Twelve-year-old Ahomansou Bernadette’s life has always been about balance. A fragile balance. Every afternoon, she places a basin on her head and nimbly wriggles through the dirt corridors of the Cotonou fishing market, in southern Benin, to sell cakes, bags of water and smoked fish.

His family situation is the definition of imbalance: after living with his father, he moved to his mother’s house to later spend a few months with his grandmother and finally go live with his uncle. The result of so much coming and going through poor homes was dropping out of school.

At the age of ten, Bernadette left school and was part of the 200 children who work every day in the Beninese market as fishermen’s helpers, warehouse workers or street vendors.

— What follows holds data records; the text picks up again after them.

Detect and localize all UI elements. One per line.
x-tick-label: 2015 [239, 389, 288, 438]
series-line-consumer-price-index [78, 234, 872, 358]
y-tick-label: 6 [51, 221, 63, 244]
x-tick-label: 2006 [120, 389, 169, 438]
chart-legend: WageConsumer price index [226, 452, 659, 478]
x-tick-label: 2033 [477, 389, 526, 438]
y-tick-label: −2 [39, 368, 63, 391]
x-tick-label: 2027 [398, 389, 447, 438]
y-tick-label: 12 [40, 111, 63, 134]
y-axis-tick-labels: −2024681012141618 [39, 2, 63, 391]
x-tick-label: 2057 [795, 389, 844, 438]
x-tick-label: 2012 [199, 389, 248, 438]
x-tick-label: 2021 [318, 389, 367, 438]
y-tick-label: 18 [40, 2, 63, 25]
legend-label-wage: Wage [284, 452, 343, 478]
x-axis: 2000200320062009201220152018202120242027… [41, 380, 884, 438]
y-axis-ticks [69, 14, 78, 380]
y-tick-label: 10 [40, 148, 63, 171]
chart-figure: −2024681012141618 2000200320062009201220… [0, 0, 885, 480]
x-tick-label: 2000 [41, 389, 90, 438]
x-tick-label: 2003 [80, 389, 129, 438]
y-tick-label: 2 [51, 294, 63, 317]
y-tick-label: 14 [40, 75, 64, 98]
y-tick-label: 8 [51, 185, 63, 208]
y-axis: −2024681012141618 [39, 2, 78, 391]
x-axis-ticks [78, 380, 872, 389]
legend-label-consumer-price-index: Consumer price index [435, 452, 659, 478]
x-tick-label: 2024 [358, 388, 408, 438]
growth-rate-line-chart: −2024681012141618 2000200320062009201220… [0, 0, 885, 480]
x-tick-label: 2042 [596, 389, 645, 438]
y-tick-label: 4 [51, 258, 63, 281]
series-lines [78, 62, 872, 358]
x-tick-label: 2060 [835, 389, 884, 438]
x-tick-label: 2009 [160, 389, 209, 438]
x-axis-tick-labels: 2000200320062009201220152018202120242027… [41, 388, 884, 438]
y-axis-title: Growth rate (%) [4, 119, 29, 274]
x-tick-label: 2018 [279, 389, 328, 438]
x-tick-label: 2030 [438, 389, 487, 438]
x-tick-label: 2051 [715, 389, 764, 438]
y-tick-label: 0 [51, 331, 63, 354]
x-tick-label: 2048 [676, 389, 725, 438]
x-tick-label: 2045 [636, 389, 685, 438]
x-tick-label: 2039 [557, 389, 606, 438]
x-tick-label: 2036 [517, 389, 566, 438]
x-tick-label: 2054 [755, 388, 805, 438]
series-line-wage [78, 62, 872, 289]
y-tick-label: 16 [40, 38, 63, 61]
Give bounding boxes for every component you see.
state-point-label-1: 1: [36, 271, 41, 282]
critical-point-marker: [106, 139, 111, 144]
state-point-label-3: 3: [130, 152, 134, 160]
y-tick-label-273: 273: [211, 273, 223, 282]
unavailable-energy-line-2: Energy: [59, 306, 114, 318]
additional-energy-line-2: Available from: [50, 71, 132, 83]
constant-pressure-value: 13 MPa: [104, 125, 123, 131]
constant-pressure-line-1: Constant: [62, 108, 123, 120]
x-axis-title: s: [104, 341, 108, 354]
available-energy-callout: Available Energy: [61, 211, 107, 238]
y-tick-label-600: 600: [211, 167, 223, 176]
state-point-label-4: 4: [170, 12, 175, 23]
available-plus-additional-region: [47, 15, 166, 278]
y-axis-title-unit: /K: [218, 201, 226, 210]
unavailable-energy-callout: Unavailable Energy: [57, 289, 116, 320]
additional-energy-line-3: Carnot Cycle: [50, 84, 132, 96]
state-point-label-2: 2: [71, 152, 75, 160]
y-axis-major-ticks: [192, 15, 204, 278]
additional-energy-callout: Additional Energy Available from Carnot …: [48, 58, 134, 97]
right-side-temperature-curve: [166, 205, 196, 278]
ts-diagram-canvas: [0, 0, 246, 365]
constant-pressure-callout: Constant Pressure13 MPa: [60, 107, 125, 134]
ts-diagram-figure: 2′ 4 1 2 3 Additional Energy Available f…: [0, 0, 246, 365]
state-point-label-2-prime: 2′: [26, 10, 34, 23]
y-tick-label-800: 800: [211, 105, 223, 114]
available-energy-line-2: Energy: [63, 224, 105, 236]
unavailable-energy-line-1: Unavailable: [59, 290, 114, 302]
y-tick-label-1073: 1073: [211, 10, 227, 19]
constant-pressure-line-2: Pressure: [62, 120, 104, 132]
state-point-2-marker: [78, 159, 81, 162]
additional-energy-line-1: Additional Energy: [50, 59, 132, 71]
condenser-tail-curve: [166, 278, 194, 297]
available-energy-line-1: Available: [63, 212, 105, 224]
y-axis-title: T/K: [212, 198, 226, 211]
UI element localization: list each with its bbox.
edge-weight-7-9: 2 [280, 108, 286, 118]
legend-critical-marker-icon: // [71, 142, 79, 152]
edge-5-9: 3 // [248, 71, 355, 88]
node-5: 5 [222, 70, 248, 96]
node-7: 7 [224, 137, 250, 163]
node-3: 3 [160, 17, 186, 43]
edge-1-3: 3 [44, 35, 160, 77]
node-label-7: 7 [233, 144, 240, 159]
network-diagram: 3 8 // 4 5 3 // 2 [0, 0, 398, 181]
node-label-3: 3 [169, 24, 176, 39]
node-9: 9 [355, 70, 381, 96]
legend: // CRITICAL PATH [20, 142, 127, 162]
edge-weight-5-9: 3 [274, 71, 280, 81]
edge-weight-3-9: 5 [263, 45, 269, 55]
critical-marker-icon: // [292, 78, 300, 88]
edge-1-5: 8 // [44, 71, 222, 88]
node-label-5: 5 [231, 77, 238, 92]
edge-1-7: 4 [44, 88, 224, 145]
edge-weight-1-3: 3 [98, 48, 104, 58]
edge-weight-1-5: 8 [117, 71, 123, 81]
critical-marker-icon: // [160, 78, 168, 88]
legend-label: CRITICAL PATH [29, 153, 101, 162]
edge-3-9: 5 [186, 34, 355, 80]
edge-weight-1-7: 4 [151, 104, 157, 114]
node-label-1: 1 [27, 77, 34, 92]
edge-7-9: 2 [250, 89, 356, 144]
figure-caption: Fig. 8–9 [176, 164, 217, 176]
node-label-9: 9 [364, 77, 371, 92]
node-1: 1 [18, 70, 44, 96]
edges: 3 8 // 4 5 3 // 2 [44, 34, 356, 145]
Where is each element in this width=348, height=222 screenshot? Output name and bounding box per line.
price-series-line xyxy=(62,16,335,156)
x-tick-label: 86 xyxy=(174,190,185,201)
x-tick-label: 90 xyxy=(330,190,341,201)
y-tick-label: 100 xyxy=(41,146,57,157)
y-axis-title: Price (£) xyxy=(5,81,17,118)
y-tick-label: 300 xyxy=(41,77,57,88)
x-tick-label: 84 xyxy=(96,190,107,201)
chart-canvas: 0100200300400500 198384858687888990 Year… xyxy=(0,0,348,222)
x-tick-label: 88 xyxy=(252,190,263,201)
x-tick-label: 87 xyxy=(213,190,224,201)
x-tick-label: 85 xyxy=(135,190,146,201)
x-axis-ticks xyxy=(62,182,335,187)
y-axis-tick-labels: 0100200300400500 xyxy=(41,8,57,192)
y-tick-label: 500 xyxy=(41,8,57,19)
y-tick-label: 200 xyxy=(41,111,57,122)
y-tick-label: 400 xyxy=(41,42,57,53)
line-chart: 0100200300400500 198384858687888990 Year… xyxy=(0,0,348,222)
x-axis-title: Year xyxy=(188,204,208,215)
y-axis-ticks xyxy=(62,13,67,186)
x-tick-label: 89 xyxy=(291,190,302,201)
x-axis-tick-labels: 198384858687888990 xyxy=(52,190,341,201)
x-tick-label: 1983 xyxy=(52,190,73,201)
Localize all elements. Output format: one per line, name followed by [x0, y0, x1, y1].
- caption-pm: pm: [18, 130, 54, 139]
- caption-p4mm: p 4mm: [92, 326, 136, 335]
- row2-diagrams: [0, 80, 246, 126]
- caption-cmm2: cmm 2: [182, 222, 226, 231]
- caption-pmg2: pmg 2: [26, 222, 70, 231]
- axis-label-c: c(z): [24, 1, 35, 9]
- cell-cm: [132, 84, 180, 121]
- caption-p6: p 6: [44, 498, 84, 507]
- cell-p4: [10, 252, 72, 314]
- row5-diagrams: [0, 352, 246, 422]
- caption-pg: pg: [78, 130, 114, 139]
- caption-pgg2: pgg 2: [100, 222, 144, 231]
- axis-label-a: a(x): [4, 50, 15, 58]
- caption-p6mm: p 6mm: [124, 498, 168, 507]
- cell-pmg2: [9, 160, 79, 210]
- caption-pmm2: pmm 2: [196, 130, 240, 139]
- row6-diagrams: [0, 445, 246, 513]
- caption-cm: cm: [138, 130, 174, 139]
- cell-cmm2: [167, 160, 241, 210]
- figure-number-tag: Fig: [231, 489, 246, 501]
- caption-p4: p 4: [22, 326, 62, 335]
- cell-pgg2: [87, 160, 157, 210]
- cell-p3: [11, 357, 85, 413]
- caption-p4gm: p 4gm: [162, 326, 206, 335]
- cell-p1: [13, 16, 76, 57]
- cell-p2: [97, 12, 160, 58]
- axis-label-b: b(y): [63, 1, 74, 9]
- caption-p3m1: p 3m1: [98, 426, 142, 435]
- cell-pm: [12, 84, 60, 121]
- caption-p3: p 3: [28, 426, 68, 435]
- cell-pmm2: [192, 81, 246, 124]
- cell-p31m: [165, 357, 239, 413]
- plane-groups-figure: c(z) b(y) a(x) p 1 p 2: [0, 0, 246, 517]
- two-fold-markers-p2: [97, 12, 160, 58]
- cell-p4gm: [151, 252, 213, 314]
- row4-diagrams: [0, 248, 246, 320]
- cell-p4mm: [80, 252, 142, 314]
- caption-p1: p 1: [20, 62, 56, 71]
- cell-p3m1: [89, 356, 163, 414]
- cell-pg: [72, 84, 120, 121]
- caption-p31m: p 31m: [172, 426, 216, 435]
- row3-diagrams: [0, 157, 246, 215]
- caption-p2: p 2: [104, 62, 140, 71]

But that goodbye to education that seemed definitive changed due to a stroke of luck with strange acronyms: PCA.

For two years, Bernadette has been part of thirty students in the Accelerated Course Program (PCA), an educational project managed by the Catalan NGO Educo together with other local entities, which has brought the school to the heart of the port.

The center, built in 2020 in the middle of the fishing market, offers concentrated courses to child workers in the port so that, in just three years, they can complete primary school, instead of the six required by formal education. In addition to recovering the years of lost education, the center adapts its schedules so that minors can work if they need to. For Lokonome Prosper, Educo center coordinator, that flexibility is key.

“We are aware that the only way for children in the market to go to school is to bring the school here. In addition, they go to the classroom in the morning so they can go to work in the afternoon. We must adapt to their reality because if not, none would come.”

Although she has to sell cakes and carry her basin every afternoon, for Bernadette things have changed since the port’s classrooms opened. “I really like going to school, they don’t hit you here! They give you a uniform, notebooks and we sing or have parties. Sometimes they even give us rice or other things. It’s the best place in the world,” she says.

If she could, she would send the afternoon basin to hell. “Child labor is not okay. If it were up to me, I would never work again until I was older.”

His classmate Konate Bangaly Ali, also 12 years old, must combine school with the sale of plastic bags in the nearby Misebo market, which contribute about two euros a day, vital for the family economy.

After two years without sitting at a desk, Ali returned to the classroom thanks to the port school and now enthusiastically explains a marathon day: “I get up at five in the morning to help my mother boil roots to sell them as remedy in the market, I walk two hours to get to school at eight and, when I leave, at one, I sell bags until seven or eight in the afternoon.” Despite her fatigue, Ali assures that she is happy. “At home we need the money, but now I can study and I will be able to achieve my dream of becoming a truck driver, like my father. At night I am tired, but I prefer this to just working and working non-stop,” she explains.

Although the center of the fishing port hopes to soon be able to accommodate more minors, the bustle of boys and girls walking among the boxes full of fish, the boats on the sand and the tangled nets warns that the problem is not yet there. resolved.

Lokossus Deogracias, 14, earns a few coins in exchange for his back pain: he vigorously works the crank of a fountain and charges seven cents to fill each bucket with water. She is a girl for everything. She also helps unload boxes of fish or sells pieces of ice. Her shirt full of holes is the letter of introduction to a life without respites. She would like to go to school but her uncle, who she lives with, doesn’t want her to go to school because he needs the money. “My dream? Go to school to learn to write or read well. “I would like to be a police officer or a doctor, have a normal job and earn money to live in peace.”

His words coincide with the rushing out of the students, who shout happily. Deogracias looks at the boys and girls shyly and notices their uniforms. She wishes out loud again and sighs. “Having clothes like that… Ah! “I would like that.”